Rapper 2 Chainz turned a marketing ploy for his new album into a HIV testing clinic

Illustrated rainbow pride flag on a pink background.

American rapper 2 Chainz has turned a marketing ploy for his new album into a community HIV testing centre.

The hip hop artist, Tauheed Epps, has a bright pink “trap house” in Atlanta in order to market his new album, Pretty Girls Like Trap Music.

2 Chainz turned his 'trap house' into a community centre
2 Chainz turned his ‘trap house’ into a community centre (Photo by hairweavekiller/Instagram)

The house, which name references a drug dealers house, has been host to a number of community projects as well as marketing the rapper’s music.

It offered hair and nail appointments for women in the local community, as well as serving as a “Trap Church” which insisted the local community get in touch with issues and oppression facing them.

For a short time, it also acted as an art gallery which had paintings on sale of the figureheads of rap, André 3000 and Tupac.

Now, the house has been turned into a health centre.

The unconventional testing clinic was established in conjunction with the Fulton County Board of Health, Atlanta AIDS, and Test Atlanta.

The rapper wrote that he did not want trap to be related to “negativity” and hoped the testing centre would help alleviate some of the stereotypes about the music genre.

“The word TRAP is and was associated with a negative connotation,” the rapper wrote on Instagram.

“We will see after we get thru injected some cultural ideas the [sic] move the needle inch by inch.”


2 Chainz turned his 'trap house' into a community centre
2 Chainz turned his ‘trap house’ into a community centre (Photo by hairweavekiller/Instagram)

A recent study found that HIV levels had soared in young gay, black men in Atlanta.

Research carried out by Atlanta’s Emory School of Public Health found that black men who have sex with men (BMSM) are 3.8 times more likely to acquire HIV compared with their white male counterparts.

It meant that a young black gay man becoming sexually active at the age of 18 in the city had a 60% chance of being HIV positive by the age of 30.

Newer research revealed that young people with HIV now have a practically normal life expectancy.

The expected age at death of a 20-year-old patient starting antiretroviral therapy (ART) between 2008 and 2010 before the disease had fully taken hold was 78 years old.

Life expectancy in the US is 78.9 in the US and 80.1 in the UK.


> _Task directions_
Please write out exactly the lines from the opening of the listing through the line that holds "Image is 644x302 pixels.", including both, and nothing else; no pictures.

(Records for the exercise begins)

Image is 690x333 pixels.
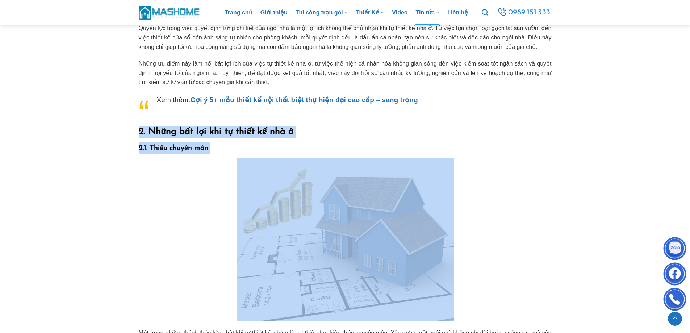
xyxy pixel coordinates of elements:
[508,7,550,19] span: 0989.151.333
[139,60,551,85] span: Những ưu điểm này làm nổi bật lợi ích của việc tự thiết kế nhà ở, từ việc thể hiện cá nhân hóa kh...
[664,239,685,260] img: Zalo
[190,96,418,104] a: Gợi ý 5+ mẫu thiết kế nội thất biệt thự hiện đại cao cấp – sang trọng
[668,311,682,326] a: Lên đầu trang
[664,289,685,311] img: Phone
[139,25,551,50] span: Quyền lực trong việc quyết định từng chi tiết của ngôi nhà là một lợi ích không thể phủ nhận khi ...
[139,127,293,136] b: 2. Những bất lợi khi tự thiết kế nhà ở
[496,6,551,19] a: 0989.151.333
[482,5,488,20] a: Tìm kiếm
[236,158,454,320] img: Tự thiết kế nhà ở - Nên hay không? 4
[157,95,546,106] p: Xem thêm:
[664,264,685,286] img: Facebook
[139,144,208,152] b: 2.1. Thiếu chuyên môn
[139,5,200,20] img: MasHome – Tổng Thầu Thiết Kế Và Xây Nhà Trọn Gói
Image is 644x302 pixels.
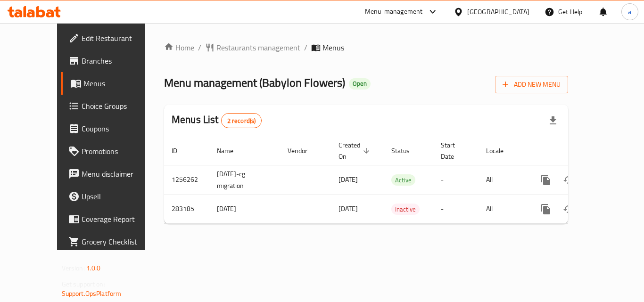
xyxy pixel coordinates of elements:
span: Promotions [82,146,157,157]
a: Support.OpsPlatform [62,288,122,300]
li: / [198,42,202,54]
button: Change Status [557,198,580,221]
span: Branches [82,55,157,66]
span: [DATE] [339,173,358,186]
a: Menus [61,72,164,95]
a: Coverage Report [61,208,164,230]
span: Open [349,79,371,88]
span: Menus [323,42,344,54]
span: Vendor [288,145,320,156]
a: Menu disclaimer [61,162,164,185]
nav: breadcrumb [164,42,568,54]
span: Upsell [82,191,157,202]
table: enhanced table [164,137,633,224]
a: Restaurants management [205,42,300,54]
div: Menu-management [365,6,423,17]
span: 2 record(s) [221,117,262,125]
div: Active [391,174,415,186]
span: Active [391,175,415,186]
span: Menu disclaimer [82,168,157,180]
h2: Menus List [172,112,262,128]
td: - [433,165,478,195]
span: Add New Menu [503,79,561,90]
div: Export file [542,109,565,132]
span: Coupons [82,123,157,134]
div: Total records count [221,113,262,128]
div: [GEOGRAPHIC_DATA] [468,7,530,17]
td: All [478,195,527,223]
td: 1256262 [164,165,209,195]
span: Locale [486,145,516,156]
span: Created On [339,140,373,162]
a: Grocery Checklist [61,230,164,253]
span: Grocery Checklist [82,236,157,247]
a: Home [164,42,194,54]
td: [DATE] [209,195,280,223]
span: Edit Restaurant [82,32,157,44]
td: All [478,165,527,195]
span: Restaurants management [217,42,300,54]
span: Status [391,145,422,156]
td: [DATE]-cg migration [209,165,280,195]
span: Name [217,145,246,156]
a: Choice Groups [61,95,164,117]
span: [DATE] [339,203,358,215]
a: Branches [61,49,164,72]
td: 283185 [164,195,209,223]
button: Change Status [557,169,580,191]
span: Menu management ( Babylon Flowers ) [164,72,345,93]
button: more [535,198,557,221]
span: 1.0.0 [86,262,101,274]
span: Choice Groups [82,100,157,112]
span: Inactive [391,204,420,215]
span: a [628,7,631,17]
th: Actions [527,137,633,165]
span: Start Date [441,140,468,162]
button: Add New Menu [495,76,568,93]
button: more [535,169,557,191]
a: Coupons [61,117,164,140]
a: Upsell [61,185,164,208]
td: - [433,195,478,223]
span: Get support on: [62,278,105,291]
li: / [304,42,308,54]
span: ID [172,145,190,156]
a: Edit Restaurant [61,27,164,49]
span: Coverage Report [82,214,157,225]
span: Version: [62,262,85,274]
a: Promotions [61,140,164,162]
span: Menus [84,78,157,89]
div: Open [349,78,371,90]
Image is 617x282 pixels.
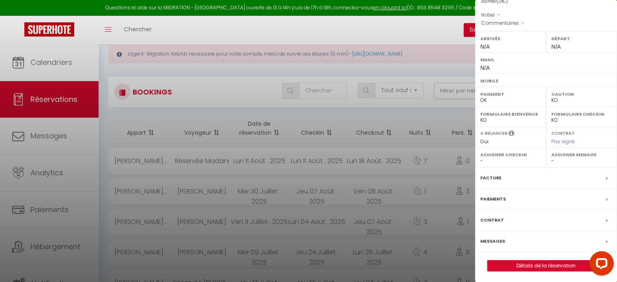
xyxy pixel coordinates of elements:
[552,130,575,135] label: Contrat
[583,248,617,282] iframe: LiveChat chat widget
[552,35,612,43] label: Départ
[481,151,541,159] label: Assigner Checkin
[488,261,605,271] a: Détails de la réservation
[487,260,605,272] button: Détails de la réservation
[481,90,541,98] label: Paiement
[481,216,504,224] label: Contrat
[481,65,490,71] span: N/A
[509,130,515,139] i: Sélectionner OUI si vous souhaiter envoyer les séquences de messages post-checkout
[481,43,490,50] span: N/A
[481,77,612,85] label: Mobile
[481,19,611,27] p: Commentaires :
[481,110,541,118] label: Formulaire Bienvenue
[481,174,502,182] label: Facture
[481,56,612,64] label: Email
[481,237,505,246] label: Messages
[498,11,500,18] span: -
[552,151,612,159] label: Assigner Menage
[481,35,541,43] label: Arrivée
[552,110,612,118] label: Formulaire Checkin
[552,90,612,98] label: Caution
[481,195,506,203] label: Paiements
[552,138,575,145] span: Pas signé
[522,19,524,26] span: -
[481,11,611,19] p: Notes :
[552,43,561,50] span: N/A
[481,130,508,137] label: A relancer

(Records for the exercise ends)

> _Result below_
Image is 690x333 pixels.
xyxy pixel coordinates of elements:
[508,7,550,19] span: 0989.151.333
[139,60,551,85] span: Những ưu điểm này làm nổi bật lợi ích của việc tự thiết kế nhà ở, từ việc thể hiện cá nhân hóa kh...
[664,239,685,260] img: Zalo
[190,96,418,104] a: Gợi ý 5+ mẫu thiết kế nội thất biệt thự hiện đại cao cấp – sang trọng
[668,311,682,326] a: Lên đầu trang
[664,289,685,311] img: Phone
[139,25,551,50] span: Quyền lực trong việc quyết định từng chi tiết của ngôi nhà là một lợi ích không thể phủ nhận khi ...
[139,127,293,136] b: 2. Những bất lợi khi tự thiết kế nhà ở
[496,6,551,19] a: 0989.151.333
[482,5,488,20] a: Tìm kiếm
[236,158,454,320] img: Tự thiết kế nhà ở - Nên hay không? 4
[157,95,546,106] p: Xem thêm:
[664,264,685,286] img: Facebook
[139,144,208,152] b: 2.1. Thiếu chuyên môn
[139,5,200,20] img: MasHome – Tổng Thầu Thiết Kế Và Xây Nhà Trọn Gói
Image is 644x302 pixels.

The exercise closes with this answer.